A few minutes later I was on the Hill, for the horse I had chosen was a fast one; and I was just turning into our street when I was passed by Mr. Arthur’s grey mare and cutter. This made me pull up for a minute, for I hadn’t expected this; but on looking ahead and seeing Miss Cumberland peering from our own gateway, I drove quickly on and took her up.

I was not so much astonished as you would think, to be ordered to follow fast after the mare and cutter, and to stop where it stopped. That was all she wanted—to follow that cutter, and to stop where it stopped. Well, it stopped at the club-house; and when she saw it turn in there, I heard her give a little gasp.

“Wait,” she whispered. “Wait till she has had time to get out and go in; then drive in, too, and help me to find my way into the building after her.”

And then I knew it was Miss Carmel we had been following.

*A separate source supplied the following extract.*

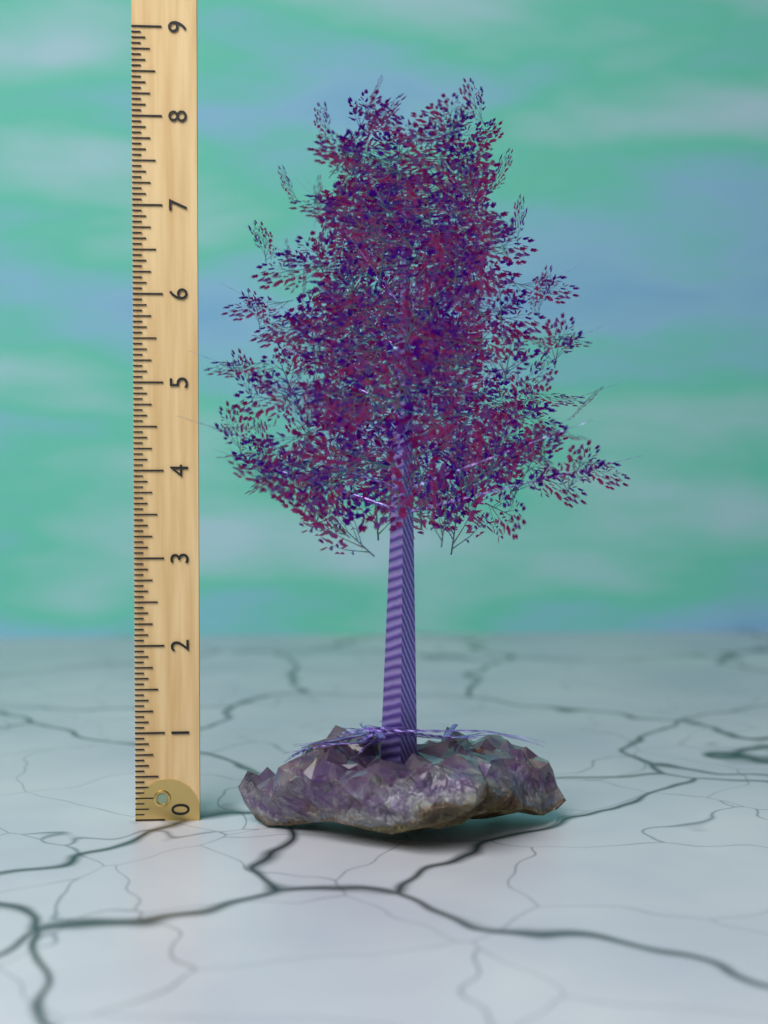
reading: 8.2500 (no unit)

Before, I thought it was Mr. Arthur.

Presently, she pulled me by the sleeve. “I heard the door shut,” said she—and I was a little frightened at her voice, but I was full of my importance, and went on doing just as she bade me. Driving in after the cutter, I drew up into the shadows where the grey mare was hid, and then, reaching out my hand to Miss Cumberland, I helped her out, and went with her as far as the door. “You may go back now,” said she. “If I survive the night, I shall never forget this service, my good Zadok.” And I saw her lift her hand to the door, then fall back white and trembling in the moonlight. “I can’t,” she whispered, over and over; “I can’t—I can’t.”

“Shall I knock?” I asked.

“No, no,” she whispered back. “I want to go in quietly; let’s see if there’s no other way. Run about the house, Zadok; I will submit to any humiliation; only find me some entrance other than this.” She was shaking so and her face looked so ghastly in the moonlight that I was afraid to leave her; but she made me a gesture of such command that I ran quickly down the steps, and so round the house till I came to a shed over the top of which I saw a window partly open.

Could I get her up on to the shed? I thought I could, and went hurrying back to the big entrance where I had left her. She was still there, shivering with the cold, but just as determined as ever. “Come,” I whispered; “I have found a way.”

She gave me her hand and I led her around to the shed. She was like a snow woman and her touch was ice itself. “Wait till I get a box or board or something,” I said. Hunting about, I found a box leaning against the kitchen side, and, bringing it, I helped her up and soon had her on a level with the window.

As she made her way in, she turned and whispered to me: “Go back now. Carmel has a horse, and will see me home. You have served me well, Zadok.”